Ideas today are captured everywhere — Instagram, Pinterest, messages, notes, screenshots.
Each platform stores ideas in 🔒 isolation, based on where they were found, not how they’ll be used.
Ideas stay as inspiration instead of becoming experiments, projects, or decisions.
Saved ideas graveyard

Everything you ever wanted
Idea silos


Introducing Eden


Capture ideas where you find them and save them where you will use them

Eden understands why you save something, in context

Connect related ideas across apps

Eden organizes and surfaces ideas at the project level

Verdict

Staff Product Designer, Meta
“
Eden showcases the capabilities and limitations of our current app ecosystem. ‘Idea silos’ is a standout phrase, and the way you propose breaking them made us think deeply”

Principal PD, Zoc Doc
“
This is Steve Jobs–level thinking. The moment you talked about screenshots with links, it instantly clicked—I knew I needed this.”

Product Manager, Amazon Music
“
In a world obsessed with productivity, this tackles a deeper problem: how we organize ideas. It clearly separates thinking from doing—and wraps it in a visual language that feels alive, colorful, and inspiring.”
Process
It began with cluttered screenshot galleries—ideas saved with intent, but quickly forgotten.

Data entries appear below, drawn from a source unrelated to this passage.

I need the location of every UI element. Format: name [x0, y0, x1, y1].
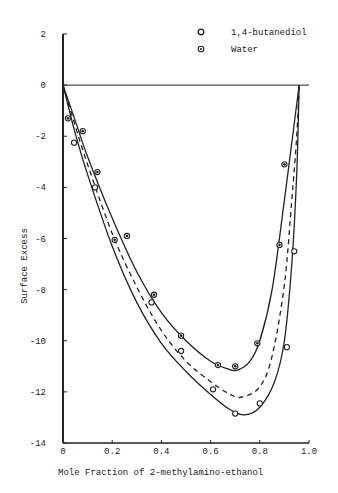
dotted-circle-center-icon [200, 48, 202, 50]
open-circle-icon [198, 29, 204, 35]
x-tick-label: 0.8 [252, 447, 268, 457]
surface-excess-chart: 20-2-4-6-8-10-12-14 00.20.40.60.81.0 1,4… [0, 0, 338, 493]
x-axis-title: Mole Fraction of 2-methylamino-ethanol [58, 468, 263, 478]
x-axis: 00.20.40.60.81.0 [60, 440, 317, 457]
butanediol-point [92, 185, 97, 190]
x-tick-label: 1.0 [301, 447, 317, 457]
butanediol-point [71, 140, 76, 145]
legend-item-butanediol: 1,4-butanediol [198, 28, 306, 38]
y-tick-label: -10 [30, 337, 46, 347]
y-tick-label: -2 [35, 132, 46, 142]
x-tick-label: 0.2 [104, 447, 120, 457]
butanediol-point [210, 387, 215, 392]
x-tick-label: 0 [60, 447, 65, 457]
solid-fit-curve [63, 85, 299, 415]
solid-fit-curve [63, 85, 299, 371]
y-tick-label: 2 [41, 30, 46, 40]
butanediol-point [284, 345, 289, 350]
butanediol-point [292, 249, 297, 254]
y-axis: 20-2-4-6-8-10-12-14 [30, 30, 67, 449]
x-tick-label: 0.4 [153, 447, 169, 457]
legend-label: Water [231, 45, 258, 55]
y-tick-label: -8 [35, 286, 46, 296]
y-tick-label: 0 [41, 81, 46, 91]
legend-label: 1,4-butanediol [231, 28, 307, 38]
y-tick-label: -6 [35, 235, 46, 245]
butanediol-point [178, 348, 183, 353]
y-tick-label: -4 [35, 183, 46, 193]
legend: 1,4-butanediol Water [198, 28, 306, 55]
legend-item-water: Water [198, 45, 258, 55]
butanediol-point [149, 300, 154, 305]
fit-curves [63, 85, 299, 415]
y-tick-label: -12 [30, 388, 46, 398]
butanediol-point [257, 401, 262, 406]
data-points [65, 116, 297, 416]
y-tick-label: -14 [30, 439, 46, 449]
butanediol-point [233, 411, 238, 416]
x-tick-label: 0.6 [202, 447, 218, 457]
y-axis-title: Surface Excess [20, 228, 30, 304]
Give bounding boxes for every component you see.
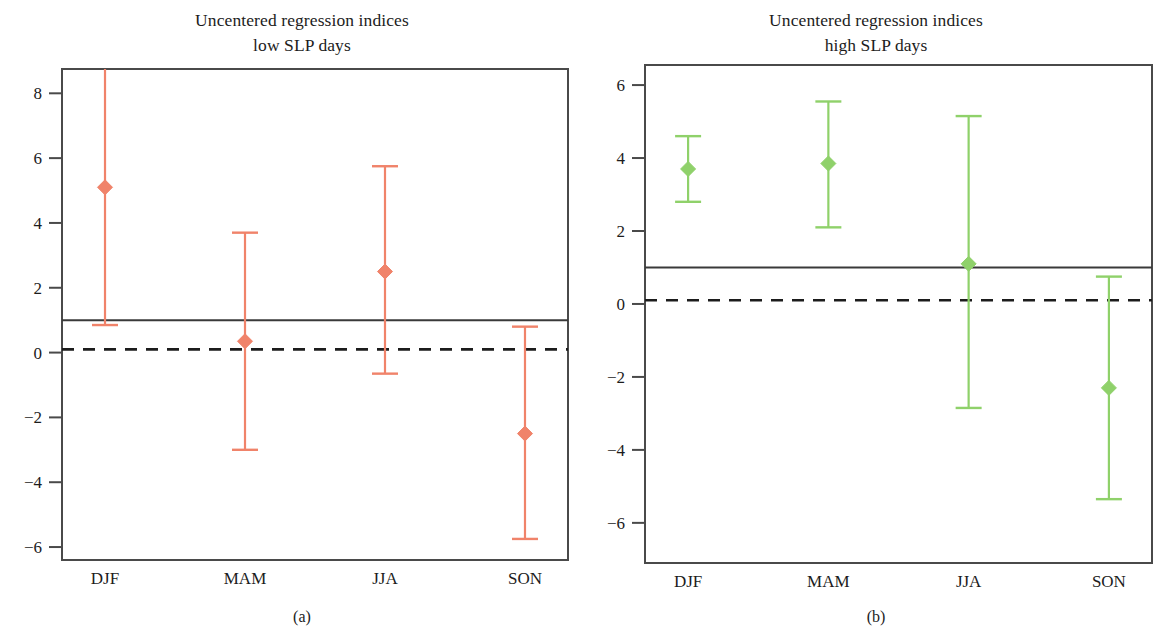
data-point-marker [238, 334, 253, 349]
x-tick-label-djf: DJF [91, 569, 119, 588]
x-tick-label-mam: MAM [224, 569, 267, 588]
error-bar-group [956, 116, 982, 408]
y-tick-label: 0 [34, 344, 43, 363]
y-tick-label: −2 [607, 368, 625, 387]
panel-a-plot: 86420−2−4−6DJFMAMJJASON [0, 0, 584, 636]
x-tick-label-son: SON [1092, 572, 1126, 591]
y-tick-label: 6 [617, 76, 626, 95]
x-tick-label-jja: JJA [372, 569, 398, 588]
data-point-marker [961, 256, 976, 271]
y-tick-label: 2 [617, 222, 626, 241]
data-point-marker [517, 426, 532, 441]
x-tick-label-mam: MAM [807, 572, 850, 591]
error-bar-group [815, 101, 841, 227]
plot-frame [62, 69, 568, 560]
x-axis-labels: DJFMAMJJASON [91, 569, 542, 588]
y-tick-label: −6 [24, 538, 42, 557]
x-axis-labels: DJFMAMJJASON [674, 572, 1126, 591]
panel-b-caption: (b) [614, 608, 1138, 626]
panel-b: Uncentered regression indices high SLP d… [584, 0, 1168, 636]
x-tick-label-jja: JJA [956, 572, 982, 591]
error-bar-group [372, 166, 398, 373]
y-tick-label: 4 [34, 214, 43, 233]
y-tick-label: 0 [617, 295, 626, 314]
y-tick-label: 6 [34, 149, 43, 168]
plot-frame [645, 65, 1152, 563]
panel-a-caption: (a) [40, 608, 564, 626]
error-bar-group [232, 233, 258, 450]
y-tick-label: 2 [34, 279, 43, 298]
x-tick-label-son: SON [508, 569, 542, 588]
data-point-marker [377, 264, 392, 279]
x-tick-label-djf: DJF [674, 572, 702, 591]
y-tick-label: 4 [617, 149, 626, 168]
error-bar-group [512, 327, 538, 539]
panel-b-plot: 6420−2−4−6DJFMAMJJASON [584, 0, 1168, 636]
y-tick-label: −4 [607, 441, 626, 460]
y-tick-label: −4 [24, 473, 43, 492]
error-bar-group [92, 69, 118, 325]
y-axis-ticks: 6420−2−4−6 [607, 76, 645, 533]
figure-container: Uncentered regression indices low SLP da… [0, 0, 1168, 636]
error-bar-group [1096, 277, 1122, 500]
data-point-marker [681, 161, 696, 176]
y-tick-label: 8 [34, 84, 43, 103]
error-bar-group [675, 136, 701, 202]
data-point-marker [821, 156, 836, 171]
y-tick-label: −6 [607, 514, 625, 533]
y-axis-ticks: 86420−2−4−6 [24, 84, 62, 557]
data-point-marker [98, 180, 113, 195]
data-point-marker [1101, 380, 1116, 395]
y-tick-label: −2 [24, 408, 42, 427]
panel-a: Uncentered regression indices low SLP da… [0, 0, 584, 636]
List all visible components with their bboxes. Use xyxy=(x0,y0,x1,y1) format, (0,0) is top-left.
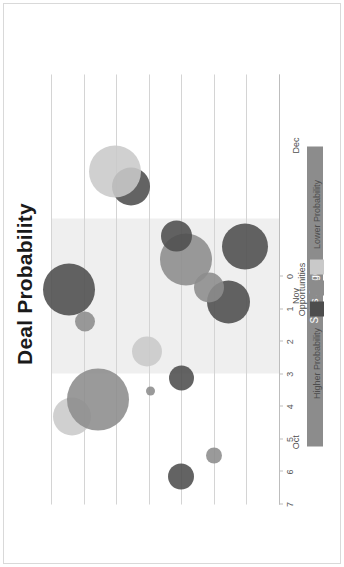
legend-swatch-1 xyxy=(310,281,324,296)
chart-rotation-wrapper: Deal Probability 76543210 OctNovDec Sale… xyxy=(0,0,344,567)
legend-items-row: Higher Probability Lower Probability xyxy=(310,74,324,504)
data-bubble[interactable] xyxy=(43,263,95,315)
plot-area xyxy=(51,74,279,504)
chart-title: Deal Probability xyxy=(13,11,37,556)
axis-tick xyxy=(279,503,283,504)
legend-swatch-group xyxy=(310,257,324,320)
legend-label-lower: Lower Probability xyxy=(312,179,322,248)
data-bubble[interactable] xyxy=(169,365,194,390)
gridline-stage-5 xyxy=(116,74,117,504)
axis-tick xyxy=(279,470,283,471)
data-bubble[interactable] xyxy=(206,447,222,463)
axis-tick-label: 2 xyxy=(285,326,295,356)
data-bubble[interactable] xyxy=(161,220,192,251)
legend-swatch-2 xyxy=(310,260,324,275)
data-bubble[interactable] xyxy=(67,368,129,430)
bubble-chart: Deal Probability 76543210 OctNovDec Sale… xyxy=(7,11,337,556)
axis-tick xyxy=(279,438,283,439)
gridline-stage-1 xyxy=(246,74,247,504)
axis-tick xyxy=(279,373,283,374)
axis-tick xyxy=(279,340,283,341)
data-bubble[interactable] xyxy=(168,463,194,489)
chart-legend: Opportunities Higher Probability Lower P… xyxy=(297,74,329,504)
data-bubble[interactable] xyxy=(146,386,155,395)
axis-tick-label: 3 xyxy=(285,359,295,389)
gridline-stage-3 xyxy=(181,74,182,504)
legend-swatch-0 xyxy=(310,302,324,317)
axis-tick xyxy=(279,275,283,276)
gridline-stage-4 xyxy=(149,74,150,504)
legend-title: Opportunities xyxy=(297,74,307,504)
axis-tick xyxy=(279,308,283,309)
data-bubble[interactable] xyxy=(75,311,95,331)
data-bubble[interactable] xyxy=(222,223,268,269)
screenshot-root: Deal Probability 76543210 OctNovDec Sale… xyxy=(0,0,344,567)
data-bubble[interactable] xyxy=(132,336,162,366)
value-axis-line xyxy=(279,74,280,504)
legend-label-higher: Higher Probability xyxy=(312,328,322,399)
data-bubble[interactable] xyxy=(89,145,141,197)
axis-tick-label: 7 xyxy=(285,489,295,519)
axis-tick xyxy=(279,405,283,406)
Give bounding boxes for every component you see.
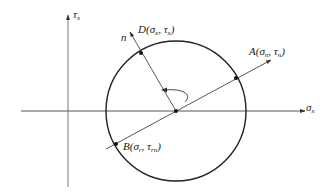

People were collecting inspiration from everywhere, yet nothing was connected or easy to return to. I thought the solution was making screenshots more actionable (seen below). After interviewing users, I learnt that what we really want isn’t more saving, but a system that understands why something was saved and helps turn it into action.

What was missing in current tools?

Eden is grounded in Tiago Forte’s second-brain methodology.
The digital second brain 🧠 should capture without friction, organize by intent, and resurface ideas when they’re cognitively relevant.

Iterations
1
Capturing ideas wasn’t easy.
High capture friction limited adoption, driven by excessive clicks (6/6 users) and missing visual triggers (4/6 users)
“Oh, in this version I can just save something and continue — I usually make a mental note to use that piece somewhere.”
V1 of idea capture
Iteration after user feedback
Frictionless capture of idea


2
AI features were overloading users.
Users didn’t need a chatbot or long answers — Eden should predict intent and surface relevant artifacts without requiring articulation.
Eden shifted from reactive chat to predictive AI — surfacing small, actionable suggestion pills, and feedback loops to continuously improve intent prediction.

What did I learn?
1
Designing for wisdom, not information
Eden was never about collecting more data. It was about moving users up the ladder — from data, to information, to knowledge, to wisdom.
Most tools stop at storage or retrieval; Eden treats those as intermediate states. The system’s responsibility is to understand information, connect it into knowledge, and surface wisdom at the moment it can influence action. Traversal should feel effortless; insight should feel intentional.
traverse on behalf of users
surface to users
Clear insights
Information
Knowledge
Wisdom
Data
screenshots
raw notes
links
Context
2
Letting the problem redefine itself
Eden changed shape because I refused to accept the first framing of the problem. What began as screenshots evolved into the ideas behind them, then into intent, then into behavior over time.
Each iteration came from reading between the lines—asking what users were really trying to do. The final solution wasn’t what I initially imagined, but it solved the original problem more deeply, while unlocking entirely new possibilities I hadn’t anticipated.
3
Articulation is a barrier
Create a to-do list
Draft email to
Book this flight
Eden is built on the belief that articulation is a barrier. People struggle to prompt their way into clarity; long conversations and explicit commands often get in the way of momentum.
Instead of demanding explanation, Eden searches on the user’s behalf—using context, behavior, and systems-level understanding to anticipate motive and suggest meaningful next steps. The intelligence stays in the background; the experience stays human.